Twitter becomes “X”: when Elon Musk is inspired … by China

Twitter becomes X when Elon Musk is inspired by China

Elon Musk paid a million dollars to acquire the domain name X.com. It was the late 1990s. At the time, he wanted to replace the PayPal brand, the payment app he co-created. At the time, everyone had warned him about the use of the letter X inevitably associated with pornographic sites – no less than 4266 of them have a name starting with X.

Twitter is therefore now called 𝕏 and the site X.com. Expect amusing confusion when talking about a video posted on X — an “Xvideos”? Or an “X video”? Not really a stroke of marketing genius then. Especially since Twitter was one of those global brands, envied by marketers around the world, which have been translated into everyday language. Since Monday, July 24, we wonder what the adaptation of the verb declensions will give Tweeter – “Xer”?, “re-Xer”?, “so-and-so mentioned it in a Xeet”?, in any case it won’t be convenient.

𝕏’s visual identity is not even a drawn logo but comes from a standard computer alphabet (the Unicode Special Alphabet 4 which can be installed for free on any computer). Nothing to do with the expressive and elegant SpaceX logo which is the fruit of the talent of Ricardo Duque, an Argentinian designer commissioned by Elon Musk in 2002 when the company was founded. In any case, the old formula Twitter is having a great time with tasty diversions of the little blue bird dismembered and sometimes reconstituted in the shape of an X.

Elon Musk’s obsession with the letter X is a marker of his prodigious and neurotic career. One of his children has the first name X Æ A-12, in homage to the mathematical variable, to artificial intelligence, as much as to the fastest plane ever built (the A-12); a judge asked him to simplify (relatively) this little name to X AE A-XII. (We imagine the kindergarten scene, “Hey, X AE A-XII, are you coming to play?”).

At the roots of ambition

More seriously, in his book Musk to be published this fall, the author Walter Isaacson (also biographer of Steve Jobs, Albert Einstein, Leonard de Vinci) recounts the launch of X.com in 1999 which traces the outline of Musk’s ambitions for the new version of Twitter: “At the start of 1999, says Isaacson, he was convinced that the banking system was ripe for disruption”. In March of the same year, therefore, he created X.com, which was supposed to be a complete system covering all possible financial services: retail banking, current accounts, savings, online payment system, credit cards, consumer or real estate loans. Transactions would be carried out without delay, without the use of clearing houses, and all taken into account in real time. According to Isaacson, Musk’s vision was for financial flows to come down to movements in a database. For him, a service of this nature, multifaceted and frictionless (therefore practically at zero cost), would be able to capture a large share of bank deposits, “which could make it a company worth several trillions [milliers de milliards] of dollars”.

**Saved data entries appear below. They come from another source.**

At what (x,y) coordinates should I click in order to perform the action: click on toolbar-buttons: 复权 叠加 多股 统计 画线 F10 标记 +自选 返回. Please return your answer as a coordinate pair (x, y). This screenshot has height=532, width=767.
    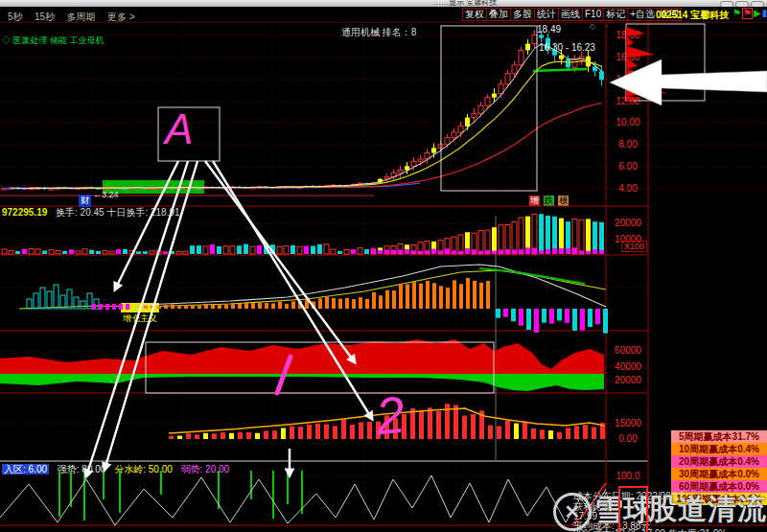
    Looking at the image, I should click on (572, 14).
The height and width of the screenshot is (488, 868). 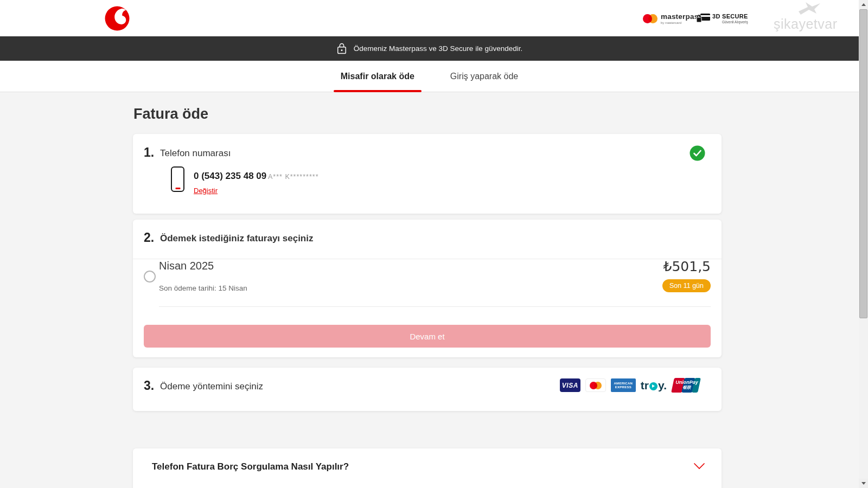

With his obsessive nature entirely focused on his project, Musk had imagined launching his service before the end of 1999, having rallied the most powerful venture capital firm in Silicon Valley, Sequoia Capital, and Barclay’s bank. As he will do years later with Tesla and SpaceX, Musk slept in the office for weeks to meet deadlines at all costs, imposing an exhausting pace on his teams. “This behavior ended in drama, but also in success, says Isaacson. One of the features of X.com was the ability to send money via a simple email; this possibility was immensely successful, especially for transactions on the auction site eBay. A battle ensued with the other founders of X.com over the use of the name PayPal with which X.com had ended up merging. Musk’s position was that PayPal should be a relatively simple service. accessory in the X.com catalog.” If you just want a niche transactional system, then PayPal fits the bill. But if you want to tackle the entire global financial system, then X is a much better name.”

This anecdote about the origin of X.com takes on particular resonance today with the evolution of the late Twitter. In a text message sent one morning last October at 3:30 am immediately after the takeover of Twitter, says Isaacson again, Musk asserts: “I am delighted to finally be able to set up X.com as initially planned, using this time Twitter as an accelerator, while helping, in passing, democracy and public debate”.

Chinese inspired

Elon Musk therefore has a vast ambition for “X”. The inspiration for it is based on the giant applications and services that have established themselves in the Chinese market. The first is Ant Group, a subsidiary of the conglomerate Alibaba. Ant Group offers the catalog of services described above to some 1.3 billion Chinese users and 80 million online merchants. It is the second largest financial services provider after Visa.

But Musk’s grand design is to replicate the WeChat “super app”, launched in 2011 by the Tencent group and which has become the digital Swiss army knife of more than a billion Chinese. WeChat is a social network, messaging system, payment method, photo and video sharing network. In other words, WeChat is Facebook, WhatsApp, Instagram, PayPal, Gmail, and Twitter aggregated into a single mobile application that even homeless people use: to give alms, they hold up their WeChat barcode.

This universality is exactly what Elon Musk is aiming for. But the background of WeChat’s development has nothing to do with the current Western landscape. WeChat has grown on virgin ground in a huge but closed market, where privacy is an ultra-flexible notion, and in a loose regulatory environment. In 2023, an X.com with equivalent ambitions should dislodge huge players starting with Meta and Google, just that. Overturning habits that are more than ten years old will not be easy, especially since, to say the least, Elon Musk has not created a serene climate around his activities. And then, you have to reckon with the regulatory wall: an application coupled with universal financial services, built on a heap of ultra-sensitive personal data will be scrutinized by an American regulator perpetually accused of laxity; as for Europe, an X.com inspired by Ant Group and WeChat simply has no chance of being authorized.

Musk has his formidable tenacity on his side, coupled with unique access to vast pools of capital. But what worked for Tesla and SpaceX will be much harder to develop a system that takes on the banking industry and tech giants.